Representation matters. …
Milne admits that he did not fully fathom the historical links between botany and racism when the RBGE first embarked on its racial-justice work. He recalls telling his team early on that “at least we don’t have a statue or memorial that is of concern”. A colleague then pointed out that the Edinburgh garden’s central statue of Carl Linneaus could be considered just that. The eighteenth-century inventor of the system of classifying plants, animals and minerals espoused dividing the human species into racial ‘varieties’ characterized, in part, by skin colour and stereotypical temperaments. These notions underpinned racist science in the following centuries….
She [Fan] was sceptical that her Edinburgh employer would do any better. So, she was pleased when the RBGE’s Racial Justice Working Group formed. However, after getting involved with the group’s work, she was reminded once more of the emotional burden that disproportionately affects scientists of colour, such as herself, when engaging with efforts to decolonize an institution. Fan began to study the history and power dynamics between China and the United Kingdom. “Researching colonial exploitations towards a race I identify with, while knowing that my workplace was linked to and still benefits from these exploitations, was unsettling,” she says. “It felt very conflicting,” she says — trying to understand the institution’s need for perspectives from people of colour while also resenting the toll that such work takes on them.
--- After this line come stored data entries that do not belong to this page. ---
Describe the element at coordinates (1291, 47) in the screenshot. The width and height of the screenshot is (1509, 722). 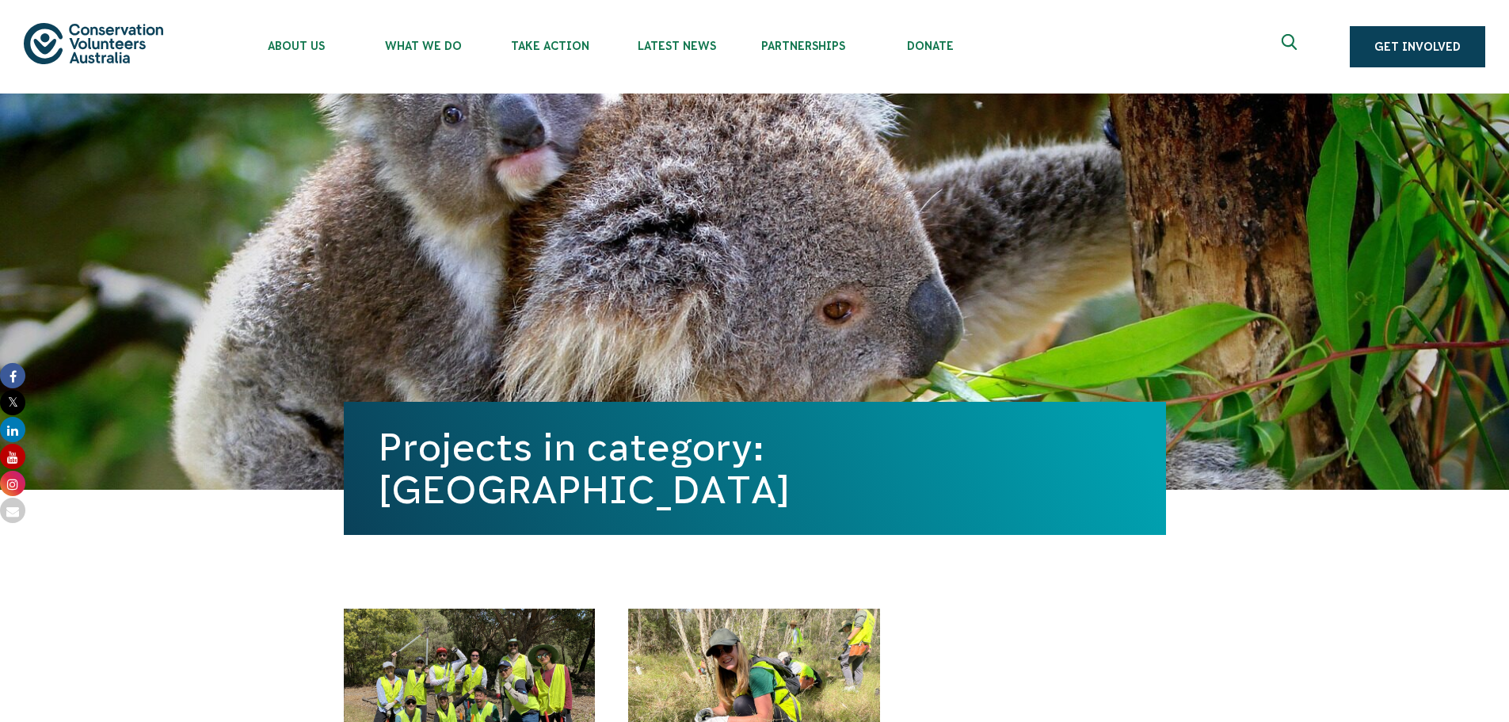
I see `button: Expand search box Close search box` at that location.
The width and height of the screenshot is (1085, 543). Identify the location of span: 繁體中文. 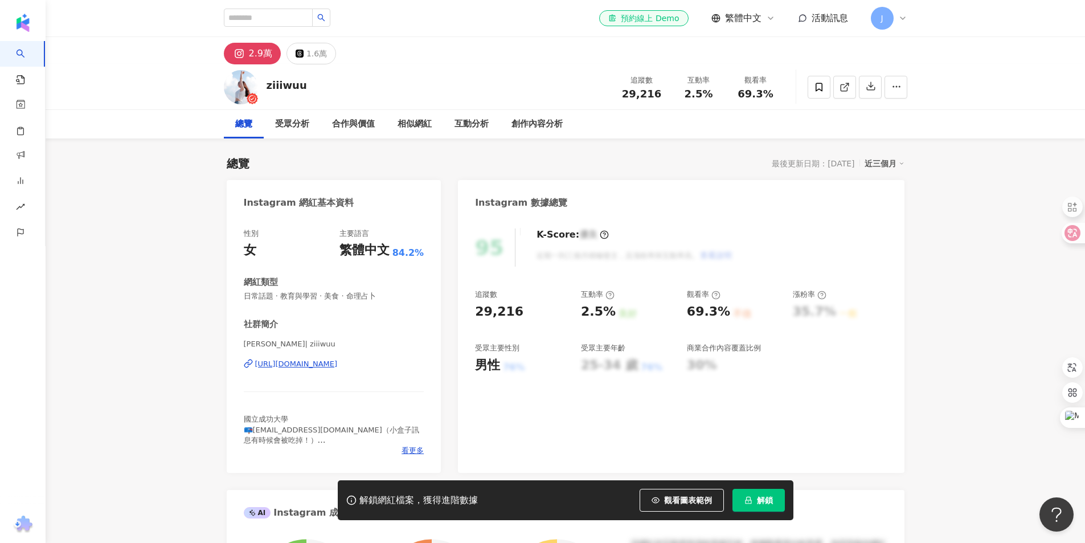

… After Floyd’s murder, Kew’s scientific director, Alexandre Antonelli, published an article outlining the institute’s ambition to “tackle structural racism in plant and fungal science”. …
Fungal Racism would be a good name for a band.
Beyond the efforts being made at specific gardens, work needs to be done on a global scientific level. Makunga co-founded Black Botanists Week, a global event to shine a light on Black and Indigenous scholars in botany and plant science. One of that community’s discussions, she says, is whether to rename plants whose scientific names are offensive to Indigenous people. For example, plenty of plants have the taxonomic name ‘caffra’, which derives from an Arabic expression that came to be used as an offensive term for Black people in southern Africa. “Those names have a terrible connotation,” says Makunga. …
For Xaba, there’s a long way still to go. For one thing, places such as Kew continue to hold many of the type specimens of plants that were found in South Africa. These are the first scientific samples of plant species, often dried and mounted with information about where and when they were collected. Botanists in developing countries might therefore have to travel to study these specimens, which remain the property of foreign institutions, Xaba explains.
“It’s those things that really worry people like me. We still have these very one-sided partnerships where we are the colony and natural resources are getting extracted, and people are publishing papers about our biodiversity. They still get economic benefits, and those don’t really trickle down,” he says. “It’s the culture that needs to change, and the whole system that needs to reboot.”